This is how your mind can betray you
Years back, I crowned confirmation bias as my go-to among all the biases, and honestly, I'm still waiting for evidence proving me wrong.
But joking aside, this bias is sneaky, lurking around every decision we make—whether it's just been made or still to come.
It's this higher-order cognitive bias that plays both sides—seemingly, we dish it out and fall for it, daily.
Confirmation bias is when we over-value information that supports what we already believe, and we downplay or avoid anything that goes against it.
Sometimes we can sense it, hanging out beside us, always ready to mess with our logical, rational selves, offering comfort when decision making gets too raw.
Let me give you a couple of general examples, then we’ll move to the workplace...
Picture this: you're gearing up to vote in a local election, leaning towards a specific candidate. You do the whole pros and cons thing, then actively seek out articles that are basically cheering on your choice and dismiss anything that suggests otherwise.
Or how about car shopping? You've got your eye on a particular model, and suddenly, all you see are the glowing reviews and stories from other happy customers, completely ignoring any potential downsides during your test drive.
Confirmation bias doesn’t vanish when you leave the house. It follows you to the office, sneaks into your digital relationships, and sets up camp in your work life too.
Confirmation Bias and Leadership
Hiring as Bias Personified
Let’s start with hiring. By now, we know that confirmation bias can impact our recruitment. It makes our workplaces less diverse and inclusive.
Of course, biases impact hiring in many ways, seen and unseen.
Interviewers are much more likely to choose a candidate who matches their own beliefs, even if other candidates are just as good or even better.
And, once that decision is made, confirmation bias seals it. When checking references, any positive previous experience is overvalued, and anything negative is dismissed as not relevant in our context.
Biased Performance Management
Performance managing an employee? Confirmation bias is right there in the room with you. Leaders usually have a preconceived opinion about an employee's abilities. So, we are more inclined to give weight to anything that confirms our existing views, while overlooking or downplaying other aspects of the employee's performance.
Problematically, it goes both ways. The poor performers are found wanting. The stars shine ever brighter. We see our cherry picked examples as “proof”.
Confirmation bias hinders fair assessment. It harms meaningful feedback, limiting an employee's growth—as the manager inadvertently reinforces their existing perceptions rather than more thoughtfully, objectively, and fairly, addressing everyone’s overall performance.
What’s in the lunchroom, is in the boardroom.
What about corporate strategy development? Confirmation bias can manifest when decision-makers cling to their initial ideas or favoured approaches.
We actively seek information that supports our preferred strategy, gravitating towards data, people, ideas, evidence, or insights that align with our preconceived notions. What looks like a strategy session all-too-often is a coronation.
What do we miss? Well, lots. From leveraging alternative strategies to mitigating potential risks, too much confirmation bias in the boardroom can be fatal.
What Can be Done?
If it’s true that confirmation bias is a part of our everyday lives, and it’s not going anywhere soon, how do we manage it?
Here are five things leaders can do to lessen the negative effects of confirmation bias:
1. Mix it Up in Meetings
Intentionally build corporate practices and policies that bring in a variety of voices into your processes—such as, for hiring or strategy development. More perspectives mean less chance of getting stuck on one candidate, or idea.
2. Stick to the Game Plan
Use clear, co-designed, scoring, or decision-making rubrics—such as, when providing feedback, or performance reviews. Collaborative and fair processes help to welcome in all the facts, not just the ones that agree with what you already believe.
3. Numbers Don't Lie
Rely on concrete performance metrics to support decision making. Yes, there’s room for nuanced personal experience and “gut feel”. This isn’t a randomized controlled trial—it’s just business decision making, after all. But use the data and analysis you do have. Keep it real and measurable, so there's less room for biases.
4. Recruit from the Whole Well
Make search, recruitment, and hiring, as fair as possible so you can benefit from the best available talent. Remove whatever you can that could overtly trigger, or covertly bake in, biases. Create stop signs, and gates, in common processes that seek out, and catch, biases forming.
5. Regular Check-ins and Tune-ups
Stay flexible and aware. Regularly review and question your individual and team’s assumptions. Are you living your stated values? Start by naming biases. Then, you can notice them more often, and work towards seeking out different views, data, alternative ideas, people, and options—to keep your organization safe and strong.
Final Thoughts
I’ll leave you with this little cerebral fortune cookie.
A confirmation bias is sort of like being in a conflict of interest with your own mind.
As those of you who’ve worked with me in a board governance context will remember, conflicts of interests are not inherently good or bad. They just are.
But, they need to be declared, acknowledged, and managed.
Confirmation bias is like this too. When we normalize our biases, we can better manage and mitigate them.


### The problem
Search the material for the word "Percentage" and report each line where it turns up.

### Material to process
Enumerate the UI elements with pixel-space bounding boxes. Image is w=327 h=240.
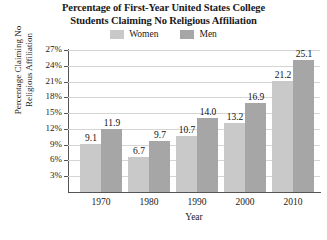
legend-swatch-women bbox=[110, 30, 124, 39]
y-tick-label-wrap: 18% bbox=[33, 92, 62, 101]
legend-label-women: Women bbox=[129, 29, 158, 39]
legend-swatch-men bbox=[180, 30, 194, 39]
y-tick-label-wrap: 15% bbox=[33, 108, 62, 117]
y-tick-label-wrap: 24% bbox=[33, 61, 62, 70]
bar-men-1970 bbox=[101, 129, 122, 192]
bar-men-2000 bbox=[245, 103, 266, 192]
y-tick-label: 6% bbox=[34, 155, 62, 164]
bar-group: 13.216.9 bbox=[224, 50, 266, 192]
y-tick-label-wrap: 27% bbox=[33, 45, 62, 54]
y-tick-label: 18% bbox=[34, 92, 62, 101]
x-tick-label-2010: 2010 bbox=[263, 197, 323, 208]
y-tick-label-wrap: 12% bbox=[33, 124, 62, 133]
plot-area: 9.111.96.79.710.714.013.216.921.225.1 bbox=[68, 50, 320, 192]
y-tick-label: 21% bbox=[34, 77, 62, 86]
bar-men-1980 bbox=[149, 141, 170, 192]
y-tick-label: 12% bbox=[34, 124, 62, 133]
y-tick-label: 15% bbox=[34, 108, 62, 117]
y-tick-label-wrap: 3% bbox=[33, 171, 62, 180]
x-axis-title: Year bbox=[68, 212, 320, 223]
y-tick-label: 27% bbox=[34, 45, 62, 54]
chart-legend: Women Men bbox=[0, 29, 327, 39]
y-tick-label: 24% bbox=[34, 61, 62, 70]
y-tick-label-wrap: 21% bbox=[33, 77, 62, 86]
y-axis-title: Percentage Claiming No Religious Affilia… bbox=[11, 0, 37, 140]
x-axis-line bbox=[68, 192, 321, 193]
y-tick-label: 9% bbox=[34, 140, 62, 149]
bar-women-1980 bbox=[128, 157, 149, 192]
bar-group: 9.111.9 bbox=[80, 50, 122, 192]
y-tick-label-wrap: 9% bbox=[33, 140, 62, 149]
bar-men-2010 bbox=[293, 60, 314, 192]
bar-group: 6.79.7 bbox=[128, 50, 170, 192]
chart-title-line-2: Students Claiming No Religious Affiliati… bbox=[0, 15, 327, 28]
chart-title-line-1: Percentage of First-Year United States C… bbox=[0, 2, 327, 15]
bar-value-label: 11.9 bbox=[95, 118, 129, 128]
bar-women-2000 bbox=[224, 123, 245, 192]
bar-women-1990 bbox=[176, 136, 197, 192]
y-tick-label-wrap: 6% bbox=[33, 155, 62, 164]
bar-value-label: 25.1 bbox=[287, 49, 321, 59]
chart-title: Percentage of First-Year United States C… bbox=[0, 2, 327, 27]
y-axis-title-line-1: Percentage Claiming No bbox=[13, 26, 25, 114]
y-tick-label: 3% bbox=[34, 171, 62, 180]
bar-value-label: 16.9 bbox=[239, 92, 273, 102]
bar-women-2010 bbox=[272, 81, 293, 192]
bar-group: 21.225.1 bbox=[272, 50, 314, 192]
bar-men-1990 bbox=[197, 118, 218, 192]
legend-entry-women: Women bbox=[110, 29, 158, 39]
bar-group: 10.714.0 bbox=[176, 50, 218, 192]
bar-chart: Percentage of First-Year United States C… bbox=[0, 0, 327, 240]
legend-label-men: Men bbox=[199, 29, 216, 39]
legend-entry-men: Men bbox=[180, 29, 216, 39]
bar-women-1970 bbox=[80, 144, 101, 192]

### Exercise result
y-axis-title: Percentage Claiming No Religious Affilia… bbox=[11, 0, 37, 140]
chart-title-line-1: Percentage of First-Year United States C… bbox=[0, 2, 327, 15]
chart-title: Percentage of First-Year United States C… bbox=[0, 2, 327, 27]
y-axis-title-line-1: Percentage Claiming No bbox=[13, 26, 25, 114]
bar-chart: Percentage of First-Year United States C… bbox=[0, 0, 327, 240]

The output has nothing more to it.